Listen to our co-Founder and co-CEO, Eric Schwartz, talk to Paul Gagliardo MPH, P.E. on The Water Entrepreneur Podcast. Paul and Eric covered BlueConduit’s origins, the challenges of using only home age to predict lead service lines, and the skill sets that make academics good entrepreneurs and business managers good academics.
What We’ve Learned
You can’t use year of home alone. It is helpful, the year of home of course is helpful. There’s a lot of reasons why we have to be careful about it.
For instance, building patterns are strange. Trends went in many different directions….It’s not linear, either.The other issue is the data itself are not really the data about when the service line was installed.
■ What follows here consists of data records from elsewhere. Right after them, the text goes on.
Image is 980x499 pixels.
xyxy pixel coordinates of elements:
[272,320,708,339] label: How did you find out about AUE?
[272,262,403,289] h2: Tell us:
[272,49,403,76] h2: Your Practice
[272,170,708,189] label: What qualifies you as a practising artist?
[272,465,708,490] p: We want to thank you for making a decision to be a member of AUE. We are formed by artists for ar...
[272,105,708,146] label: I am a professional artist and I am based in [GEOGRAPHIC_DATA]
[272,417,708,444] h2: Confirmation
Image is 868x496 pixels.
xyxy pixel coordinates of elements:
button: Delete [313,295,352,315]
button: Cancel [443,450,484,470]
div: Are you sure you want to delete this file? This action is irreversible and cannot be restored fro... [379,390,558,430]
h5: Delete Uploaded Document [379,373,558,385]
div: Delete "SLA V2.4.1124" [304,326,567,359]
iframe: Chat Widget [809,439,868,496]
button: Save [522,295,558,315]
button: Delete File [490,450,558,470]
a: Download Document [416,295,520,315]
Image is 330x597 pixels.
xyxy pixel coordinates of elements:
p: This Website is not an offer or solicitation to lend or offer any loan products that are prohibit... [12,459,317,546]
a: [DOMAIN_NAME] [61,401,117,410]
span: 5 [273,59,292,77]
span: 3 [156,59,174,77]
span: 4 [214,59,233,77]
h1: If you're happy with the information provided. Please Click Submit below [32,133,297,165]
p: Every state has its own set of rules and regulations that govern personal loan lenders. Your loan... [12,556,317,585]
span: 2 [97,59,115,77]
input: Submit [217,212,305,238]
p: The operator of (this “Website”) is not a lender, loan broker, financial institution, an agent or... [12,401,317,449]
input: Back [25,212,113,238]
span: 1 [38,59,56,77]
It’s “year built,” typically, and year built can mean the year that the new home was built after the old home was torn down. So you could have, sometimes, year 1993, and a lead pipe in there, and sure the lead pipe was installed in ’62, and the home was knocked down and rebuilt in the ’90s.
The data is tricky there and so you don’t want to depend only on that, just like you don’t want to depend largely on records that were largely written eighty years ago.
Eric Schwartz (24:55-25.57)
About BlueConduit
BlueConduit originated the approach of using machine learning to predict lead pipes and have been doing it longer than anyone else.
Read about our origins in Flint: BlueConduit’s data science predictions of drinking water service line materials improved planning, reduced cost, and provided replacement priorities based on risk of lead exposure.
Listen to a recent interview of Eric’s with Waterloop where he explains the relationship between A.I., machine learning, predictive modeling and lead pipes.